Alveolar ridge, hard palate, and teeth are known as _____ articulators.
What are immobile articulators?
100
This bone of the face contains paired bones and makes up the upper jaw of the face. It forms the hard palate, nose, and upper dental ridge.
What is the maxillae?
100
The small bones placed side by side to form the bridge of the nose.
What are the nasal bones?
100
The anterior base of the cranium that contributes to the walls of the nasal and orbital cavities. It's composed of 4 parts (cribiform plates, superior nasal conchae, middle nasal conchae, perpendicular plate).
What is the ethmoid bone?
100
Mastication and deglutition (swallowing)
What are the biological functions of the articulators?
200
The tongue would be an example of a _________ articulator.
What is a mobile articulator?
200
This small and complex bone of the face makes up posterior 1/4th of hard palate and makes up posterior wall of nasal cavity.
What are the palatine bones?
200
Part of the nasal cavity that has a mucosal lining and air passing over them before reaching the respiratory system.
What is the inferior, middle and superior nasal conchae?
200
An unpaired, very complex bone that consists of 3 pairs of processes such as greater wings lesser wings, and pterygoid processes.
What is the sphenoid bone?
200
Oral preparatory, oral, pharyngeal, and esophageal
What are the 4 phases associated with mastication and deglutition?
300
The tongue, mandible, teeth, hard palate and soft palate.
What are the most important articulators?
300
This bone is unpaired and located at midline in face. It articulates with the palatine, maxilla, ethmoid and sphenoid. It makes up inferior and posterior nasal septum.
What is the vomer?
300
These are the smallest bones of the face. It makes up part of the orbital surfaces and helps make up the nasal cavity.
What is the lacrimal?
300
An unpaired anterior part of the cranium that makes us bony forehead. It forms the upper portion of the vaults of the orbital cavities and upper nasal cavities.
What is the frontal bone?
300
This theory states a voicing source is generated by the vocal folds. Changes in the shape of the articulators govern the resonance characteristics of the vocal tract and this determines the sound of a given word.
What is the source-filter theory of vowel production?
400
This articulator makes up the lower jaw and face. It's U shaped and an unpaired bone.
What is the mandible?
400
The bone that is the union between the tongue and the larynx.
What is the hyoid?
400
These are the cheekbones that make up the lateral wall of orbit for eye. It articulates with maxillae, frontal bone and temporal bone.
What is the zygomatic?
400
Paired bones that overlay the parietal lobes of the cerebrum. It forms most of the brain case.
What are the parietal bones?
400
This is the 3rd phase of deglutition when the bolus passes anterior faucial pillars and it's before the esophageal phase.
What is the pharyngeal phase?
500
Articulators such as hyoid bone, tongue, mandible, cheeks, fauces, and the soft palate are known as the ___________ articulators.
What are the mobile articulators?
500
This important articulator contains frontal processes, zygomatic processes, alveolar processes, and palatine processes.
What are the process of the maxillae?
500
The external landmarks of the __________ include corpus, ramus, angle, mandibular notch, and alveolar processes.
What are the external landmarks of the mandible?
500
A paired bone that divides into 4 segments:
-Squamous
-Mastoid
-Tympanic
-Petrous
What is the temporal bone?
500
Muscle weakness in tongue, buccal weakness that can cause pocketing of food, weak muscles of mastication, weak velum muscles.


*PROBLEM DESCRIPTION:* Set down a faithful copy of every record below, with no images.

........

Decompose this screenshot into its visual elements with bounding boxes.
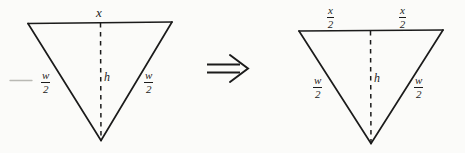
right-triangle-top-edge: [299, 30, 443, 31]
left-triangle-left-side-label: w 2: [41, 70, 50, 95]
figure-canvas: [0, 0, 465, 153]
right-triangle-left-side-denominator: 2: [313, 88, 322, 100]
left-triangle-right-side: [101, 22, 172, 141]
right-triangle-top-right-label: x 2: [399, 5, 406, 30]
right-triangle-height-label: h: [374, 72, 380, 84]
implies-arrow-icon: [207, 55, 248, 82]
right-triangle-altitude-dashed: [371, 31, 372, 144]
geometry-figure: x h w 2 w 2 x 2 x 2 h w 2 w 2: [0, 0, 465, 153]
left-triangle-height-label: h: [104, 71, 110, 83]
right-triangle-right-side: [371, 30, 443, 144]
right-triangle-top-left-denominator: 2: [327, 18, 334, 30]
right-triangle-right-side-label: w 2: [414, 75, 423, 100]
right-triangle-left-side: [299, 31, 371, 144]
right-triangle-left-side-label: w 2: [313, 75, 322, 100]
left-triangle-altitude-dashed: [101, 23, 102, 141]
right-triangle-right-side-denominator: 2: [414, 88, 423, 100]
right-triangle-top-left-numerator: x: [327, 5, 334, 18]
left-triangle-top-label: x: [96, 6, 102, 19]
left-triangle-left-side: [28, 24, 101, 141]
right-triangle-top-right-denominator: 2: [399, 18, 406, 30]
left-triangle-right-side-label: w 2: [144, 70, 153, 95]
right-triangle-right-side-numerator: w: [414, 75, 423, 88]
right-triangle-top-left-label: x 2: [327, 5, 334, 30]
left-triangle-left-side-denominator: 2: [41, 83, 50, 95]
right-triangle-left-side-numerator: w: [313, 75, 322, 88]
right-triangle-top-right-numerator: x: [399, 5, 406, 18]
left-triangle-right-side-denominator: 2: [144, 83, 153, 95]
left-triangle-right-side-numerator: w: [144, 70, 153, 83]
left-triangle-left-side-numerator: w: [41, 70, 50, 83]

........

*WRITTEN ANSWER:*
Decompose this screenshot into its visual elements with bounding boxes.
right-triangle-top-edge: [299, 30, 443, 31]
left-triangle-left-side-label: w 2: [41, 70, 50, 95]
figure-canvas: [0, 0, 465, 153]
right-triangle-left-side-denominator: 2: [313, 88, 322, 100]
left-triangle-right-side: [101, 22, 172, 141]
right-triangle-top-right-label: x 2: [399, 5, 406, 30]
right-triangle-height-label: h: [374, 72, 380, 84]
implies-arrow-icon: [207, 55, 248, 82]
right-triangle-altitude-dashed: [371, 31, 372, 144]
geometry-figure: x h w 2 w 2 x 2 x 2 h w 2 w 2: [0, 0, 465, 153]
left-triangle-height-label: h: [104, 71, 110, 83]
right-triangle-right-side: [371, 30, 443, 144]
right-triangle-top-left-denominator: 2: [327, 18, 334, 30]
right-triangle-right-side-label: w 2: [414, 75, 423, 100]
right-triangle-left-side: [299, 31, 371, 144]
right-triangle-left-side-label: w 2: [313, 75, 322, 100]
left-triangle-altitude-dashed: [101, 23, 102, 141]
right-triangle-right-side-denominator: 2: [414, 88, 423, 100]
right-triangle-top-left-numerator: x: [327, 5, 334, 18]
left-triangle-top-label: x: [96, 6, 102, 19]
left-triangle-left-side: [28, 24, 101, 141]
right-triangle-top-right-denominator: 2: [399, 18, 406, 30]
left-triangle-right-side-label: w 2: [144, 70, 153, 95]
right-triangle-right-side-numerator: w: [414, 75, 423, 88]
right-triangle-top-left-label: x 2: [327, 5, 334, 30]
left-triangle-left-side-denominator: 2: [41, 83, 50, 95]
right-triangle-left-side-numerator: w: [313, 75, 322, 88]
right-triangle-top-right-numerator: x: [399, 5, 406, 18]
left-triangle-right-side-denominator: 2: [144, 83, 153, 95]
left-triangle-right-side-numerator: w: [144, 70, 153, 83]
left-triangle-left-side-numerator: w: [41, 70, 50, 83]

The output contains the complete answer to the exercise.